Terror suspects are to be excluded from plans to delete DNA profiles from the national database after six years, under government proposals published today.
Terror suspects are to be excluded from plans to delete DNA profiles from the national database after six years, under government proposals published today.
Extremists are attempting to derail the introduction of a national swine flu vaccination campaign, the country’s top doctor has warned.
Police are gathering the personal details of thousands of activists who attend political meetings and protests, and storing their data on a network of nationwide intelligence databases.
The hidden apparatus has been constructed to monitor “domestic extremists”, the Guardian can reveal in the first of a three-day series into the policing of protests. Detailed information about the political activities of campaigners is being stored on a number of overlapping IT systems, even if they have not committed a crime.
A warning that the new swine flu jab is linked to a deadly nerve disease has been sent by the Government to senior neurologists in a confidential letter.
Power cuts forecast to hit UK in four years
“Britain faces a return to 1970s-style power blackouts and disruption to its electricity supplies within four years, the energy regulator warned yesterday.

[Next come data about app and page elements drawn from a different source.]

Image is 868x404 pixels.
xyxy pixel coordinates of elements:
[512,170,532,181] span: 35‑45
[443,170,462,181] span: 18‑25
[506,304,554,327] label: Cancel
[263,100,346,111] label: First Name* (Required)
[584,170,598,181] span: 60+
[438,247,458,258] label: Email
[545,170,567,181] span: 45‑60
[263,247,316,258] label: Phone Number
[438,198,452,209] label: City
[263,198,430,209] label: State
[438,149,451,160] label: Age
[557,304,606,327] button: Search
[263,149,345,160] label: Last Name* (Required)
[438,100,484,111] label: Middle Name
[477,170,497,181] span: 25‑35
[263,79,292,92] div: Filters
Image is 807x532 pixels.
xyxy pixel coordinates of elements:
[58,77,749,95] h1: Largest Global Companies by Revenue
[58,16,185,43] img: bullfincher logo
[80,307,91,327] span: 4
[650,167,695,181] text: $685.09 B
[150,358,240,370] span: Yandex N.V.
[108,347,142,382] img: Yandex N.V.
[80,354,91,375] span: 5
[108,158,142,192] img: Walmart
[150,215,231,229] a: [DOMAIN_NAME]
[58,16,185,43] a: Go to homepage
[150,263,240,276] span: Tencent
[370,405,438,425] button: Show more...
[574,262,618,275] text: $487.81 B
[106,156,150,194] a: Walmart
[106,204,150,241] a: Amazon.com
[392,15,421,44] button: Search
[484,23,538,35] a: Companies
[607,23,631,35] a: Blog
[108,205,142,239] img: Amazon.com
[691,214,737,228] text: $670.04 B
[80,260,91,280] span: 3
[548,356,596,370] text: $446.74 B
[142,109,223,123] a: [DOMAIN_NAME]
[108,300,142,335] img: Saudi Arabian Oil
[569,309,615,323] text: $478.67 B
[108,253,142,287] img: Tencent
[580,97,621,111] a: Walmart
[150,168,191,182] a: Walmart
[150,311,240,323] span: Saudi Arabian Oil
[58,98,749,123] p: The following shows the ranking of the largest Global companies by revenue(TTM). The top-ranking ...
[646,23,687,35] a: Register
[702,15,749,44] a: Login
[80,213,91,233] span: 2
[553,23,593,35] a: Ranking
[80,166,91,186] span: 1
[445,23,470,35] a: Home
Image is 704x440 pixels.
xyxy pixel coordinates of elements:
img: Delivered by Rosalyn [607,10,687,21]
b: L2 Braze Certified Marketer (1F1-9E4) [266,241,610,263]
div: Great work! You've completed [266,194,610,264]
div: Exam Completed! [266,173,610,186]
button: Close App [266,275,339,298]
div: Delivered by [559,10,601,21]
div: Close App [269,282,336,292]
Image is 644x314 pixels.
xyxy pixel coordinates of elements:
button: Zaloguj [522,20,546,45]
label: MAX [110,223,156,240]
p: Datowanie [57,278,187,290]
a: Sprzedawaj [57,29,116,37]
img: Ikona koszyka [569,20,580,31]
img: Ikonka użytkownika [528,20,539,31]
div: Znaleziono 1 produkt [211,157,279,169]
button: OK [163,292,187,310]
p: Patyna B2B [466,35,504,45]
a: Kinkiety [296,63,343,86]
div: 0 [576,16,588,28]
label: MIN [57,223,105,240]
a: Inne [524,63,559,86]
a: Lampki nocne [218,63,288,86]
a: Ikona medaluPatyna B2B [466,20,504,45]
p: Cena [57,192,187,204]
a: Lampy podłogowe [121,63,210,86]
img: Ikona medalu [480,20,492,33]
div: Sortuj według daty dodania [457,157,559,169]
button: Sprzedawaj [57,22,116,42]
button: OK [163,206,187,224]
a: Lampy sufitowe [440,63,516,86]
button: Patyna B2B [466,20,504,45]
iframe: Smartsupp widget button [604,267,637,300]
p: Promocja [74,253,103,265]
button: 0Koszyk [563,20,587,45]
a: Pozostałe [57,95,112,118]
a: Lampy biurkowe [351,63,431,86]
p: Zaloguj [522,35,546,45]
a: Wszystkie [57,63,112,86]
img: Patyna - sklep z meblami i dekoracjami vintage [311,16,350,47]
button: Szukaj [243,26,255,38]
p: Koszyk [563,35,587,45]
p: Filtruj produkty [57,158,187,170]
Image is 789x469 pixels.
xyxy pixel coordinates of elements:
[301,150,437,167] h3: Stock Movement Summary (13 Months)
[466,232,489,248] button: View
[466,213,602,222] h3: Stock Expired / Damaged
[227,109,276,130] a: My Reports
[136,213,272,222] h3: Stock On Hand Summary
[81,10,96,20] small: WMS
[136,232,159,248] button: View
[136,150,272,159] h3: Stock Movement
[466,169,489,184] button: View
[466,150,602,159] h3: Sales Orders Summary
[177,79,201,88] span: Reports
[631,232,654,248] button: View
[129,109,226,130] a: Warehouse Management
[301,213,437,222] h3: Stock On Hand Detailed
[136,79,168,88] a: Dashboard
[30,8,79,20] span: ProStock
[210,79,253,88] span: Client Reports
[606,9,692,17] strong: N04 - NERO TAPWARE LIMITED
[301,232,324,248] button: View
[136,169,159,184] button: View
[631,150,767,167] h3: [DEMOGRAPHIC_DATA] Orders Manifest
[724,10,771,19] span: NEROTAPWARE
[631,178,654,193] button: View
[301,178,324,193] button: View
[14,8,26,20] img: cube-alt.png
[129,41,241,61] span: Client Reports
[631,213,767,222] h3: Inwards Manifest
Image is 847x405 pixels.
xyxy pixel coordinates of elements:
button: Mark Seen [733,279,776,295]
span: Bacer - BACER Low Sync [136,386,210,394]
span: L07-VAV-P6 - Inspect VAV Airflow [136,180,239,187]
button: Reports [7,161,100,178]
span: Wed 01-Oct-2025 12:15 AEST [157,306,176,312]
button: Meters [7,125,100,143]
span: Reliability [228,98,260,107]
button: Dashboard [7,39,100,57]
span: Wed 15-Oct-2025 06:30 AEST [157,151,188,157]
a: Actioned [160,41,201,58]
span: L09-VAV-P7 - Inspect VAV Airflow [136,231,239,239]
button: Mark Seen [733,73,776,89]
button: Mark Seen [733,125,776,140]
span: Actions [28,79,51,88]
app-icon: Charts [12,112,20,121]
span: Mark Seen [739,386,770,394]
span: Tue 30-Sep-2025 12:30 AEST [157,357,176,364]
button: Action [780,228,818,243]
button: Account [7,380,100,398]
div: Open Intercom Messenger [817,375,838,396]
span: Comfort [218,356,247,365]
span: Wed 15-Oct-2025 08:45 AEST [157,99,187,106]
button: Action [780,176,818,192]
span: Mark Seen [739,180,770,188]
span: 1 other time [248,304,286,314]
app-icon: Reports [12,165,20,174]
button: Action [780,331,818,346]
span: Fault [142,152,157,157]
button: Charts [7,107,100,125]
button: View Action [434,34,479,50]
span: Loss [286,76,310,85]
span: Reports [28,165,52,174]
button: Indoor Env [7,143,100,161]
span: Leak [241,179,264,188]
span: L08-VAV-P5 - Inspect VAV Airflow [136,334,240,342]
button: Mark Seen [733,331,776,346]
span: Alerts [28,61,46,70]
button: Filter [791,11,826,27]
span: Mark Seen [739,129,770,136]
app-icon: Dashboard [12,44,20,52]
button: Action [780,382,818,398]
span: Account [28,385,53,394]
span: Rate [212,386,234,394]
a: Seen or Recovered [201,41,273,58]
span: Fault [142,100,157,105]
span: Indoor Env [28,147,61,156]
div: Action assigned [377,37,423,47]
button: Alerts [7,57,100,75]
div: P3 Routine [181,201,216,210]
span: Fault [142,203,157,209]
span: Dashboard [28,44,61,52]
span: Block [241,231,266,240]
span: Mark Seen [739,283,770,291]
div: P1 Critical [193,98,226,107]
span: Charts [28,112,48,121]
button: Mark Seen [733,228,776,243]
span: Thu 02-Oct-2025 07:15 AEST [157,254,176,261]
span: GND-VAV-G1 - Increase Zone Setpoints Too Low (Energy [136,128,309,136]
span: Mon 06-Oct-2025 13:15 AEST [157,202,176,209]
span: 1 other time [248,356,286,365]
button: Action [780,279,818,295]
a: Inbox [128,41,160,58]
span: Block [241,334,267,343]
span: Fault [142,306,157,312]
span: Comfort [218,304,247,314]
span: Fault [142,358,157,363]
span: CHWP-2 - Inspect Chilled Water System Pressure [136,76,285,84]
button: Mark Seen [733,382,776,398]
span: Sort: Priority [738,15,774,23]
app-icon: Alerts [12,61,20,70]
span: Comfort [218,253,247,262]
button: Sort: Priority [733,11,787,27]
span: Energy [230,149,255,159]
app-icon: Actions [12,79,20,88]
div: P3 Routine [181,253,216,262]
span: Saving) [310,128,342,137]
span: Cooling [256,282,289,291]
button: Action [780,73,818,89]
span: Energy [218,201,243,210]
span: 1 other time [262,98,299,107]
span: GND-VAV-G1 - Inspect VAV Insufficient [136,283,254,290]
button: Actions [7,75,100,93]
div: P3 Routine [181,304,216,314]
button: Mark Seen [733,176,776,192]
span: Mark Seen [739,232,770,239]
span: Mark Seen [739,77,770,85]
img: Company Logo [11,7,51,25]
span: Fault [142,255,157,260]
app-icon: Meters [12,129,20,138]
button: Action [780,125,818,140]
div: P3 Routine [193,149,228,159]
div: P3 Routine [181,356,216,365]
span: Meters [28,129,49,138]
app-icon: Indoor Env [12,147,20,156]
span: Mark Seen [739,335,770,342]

Ofgem raised the spectre of a return to the three-day week for British industry as the country scrambles to renovate its crumbling power infrastructure ahead of new EU pollution rules that will force the closure of a quarter of UK power stations by 2015. Alistair Buchanan, Ofgem’s chief executive, said: “There could be a potential shortfall in the period 2013-18 … Life might be pretty cold.”
Time to start rescanning those blogs on community resilience methinks…
The UK has become the first major economy where advertisers spend more on internet advertising than on television advertising, with a record £1.75bn online spend in the first six months of the year.
Internet overtakes television to become biggest advertising sector in the UK | Media | The Guardian we all knew this day was coming…it will be a lot of fun when this happens in the US market. (via bijan)
benw:
Creative Review - Dixons gets honest
Very clever, if brutally honest, set of advertisements for an infamous cheap-and-miserable electronics chain in the UK.
The future of air travel: The new design could see more passengers on each plane and ticket prices lowered (via Packed in like sardines: New aircraft design plans to seat passengers face-to-face | Mail Online)
Two people have been successfully prosecuted for refusing to provide authorities with their encryption keys, resulting in landmark convictions that may have carried jail sentences of up to five years.
Councils, police and other public bodies are seeking access to people’s private telephone and email records almost 1,400 times a day, new figures have disclosed.
Ministers’ proposals to hold DNA records of those falsely accused of crimes for up to 12 years has been attacked by Britain’s human rights watchdog for being unlawful and based on unreliable research.
The Children’s Secretary set out £400million plans to put 20,000 problem families under 24-hour CCTV super-vision in their own homes.
HAVING large families should be frowned upon as an environmental misdemeanour in the same way as frequent long-haul flights, driving a 4x4 car and failing to reuse plastic bags, according to a report to be published tomorrow by a green think tank.
The national swine flu phoneline, a central call centre that allows thousands of people to receive infection diagnoses simultaneously, is to be launched by the Government as early as today, The Times understands.
LONDON — When Britain’s top army commander visited British frontline troops in Helmand Province in Afghanistan on Wednesday, his means of transport — a United States Army Black Hawk helicopter — made almost as much news back home as the fact that he was in Afghanistan at all.